Even the show seems shocked by the twist that occurs in the first minute of this week’s episode of Black-ish. When Junior walks into the Johnson house, completely dazed, and mutters that he got expelled, no one believes him. Pops, Diane, and Jack think it’s a great practical joke, but an infuriated Dre and Bow confirm the worst. Junior got expelled for hitting a classmate and breaking his jaw.
“It was his chain!” is the answer Junior, Dre, and even Pops all give Bow about the incident. Junior saved up all his money to buy a solid-gold, eighteen-carat chain. It is promptly stolen by a bully. Junior is shaken to the core, especially because that chain was the only thing that had earned him Dre’s love. Later, when Dre is trying to come up with something nice to say about his eldest son, all he could come up with is, “My son…had a chain."
Bow is outraged and immediately starts brainstorming better private schools. Pops doesn’t understand what the fuss is about and tells them to check the local public school down the street.
Dre explains to the audience that he and Bow aren’t just being snobs. They have a good reason to distrust the public-school system. He gives us a brief history lesson about the context of Brown v. Board of Education and the desegregation of America’s schools. While it’s considered a victory when Title IV is finally implemented, it doesn’t last too long. Dre also explains the Supreme Court ruling that overruled mandatory integration. Dre is set on private school, but no one wants to take Junior after the jaw-breaking incident.
Dre’s co-workers make it worse. When told about the new realities of Junior’s life, they wonder if Dre is sending him to public school as punishment. Josh went to public school in Greenwich, which Dre says doesn’t count. Charlie went to a public school that also functioned as a gator farm (I wonder if it was close to Jason Mendoza’s Lynyrd Skynyrd high school of The Good Place) and was first in his class among the humans. Dre and Bow panic until Pops tells them to just get over it. They enroll him in public school, Zoey tells Junior to bury his cape before attending, and Ruby concocts a scheme to follow him undercover, complete with a “How do you do, fellow kids?” moment.

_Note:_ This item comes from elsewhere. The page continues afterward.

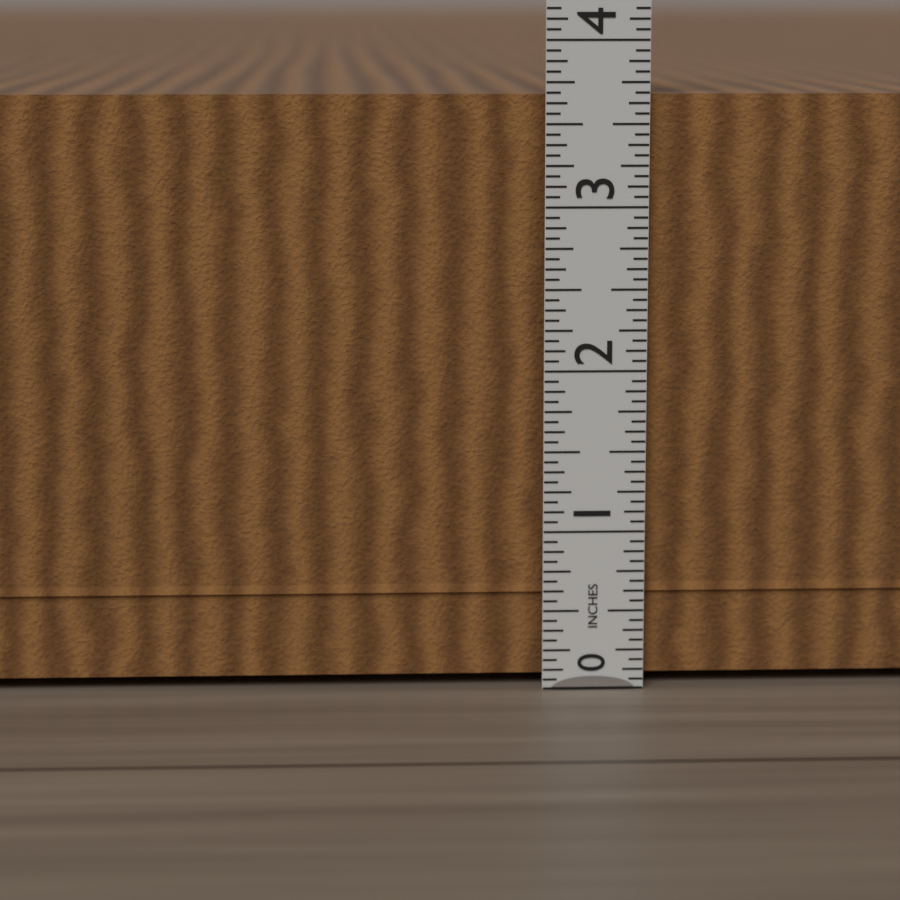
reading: 3.7500 in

Meanwhile, Jack and Diane are worried. If this all surprisingly works out for Junior, Dre might send them all to public school to save money. All of their research with teen movies has taught them that they do not want that. They play detective and track down a video of the chain-thief having a confidence-induced stroke. Junior was the wimp everyone thought he was. Dre and Bow are ecstatic that Junior can go back, but Junior’s decided he has found his home.
Some of Junior’s reasons for staying are pretty dumb. He likes that there’s real soda in the vending machine and that hot mothers-of-five invite him for foursomes (which he believes are golf outings).

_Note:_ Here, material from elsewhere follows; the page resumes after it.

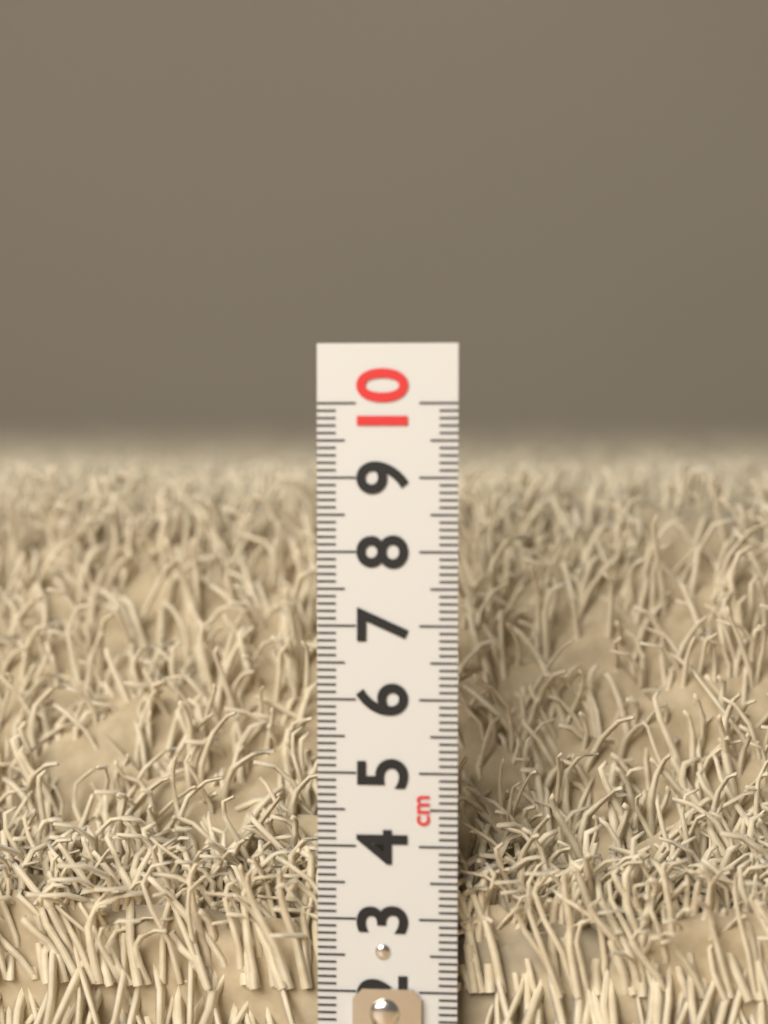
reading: 9.2 cm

Some of his other reasons are rather poignant. He finds a group of teens who are as into Harry Potter and capes as he is. He won’t be the only black kid in school, and he has black teachers. He feels like he can finally be himself.
Bow and Dre agree after talking it over. Just last week Bow was worried about college punching Junior in the face, and this way he is around people of different backgrounds. There’s a pretty sweet final scene of Junior talking with some friends about a Marvel movie marathon, which made me realize that, aside from his on-again, off-again girlfriend, we don’t usually see Junior around his friends. Maybe this will be good. Hopefully, it might inspire Dre to send Jack and Diane there as well. Diane would be ruling that school within half a day!
What did you think of this week’s episode? Let me know in the comments!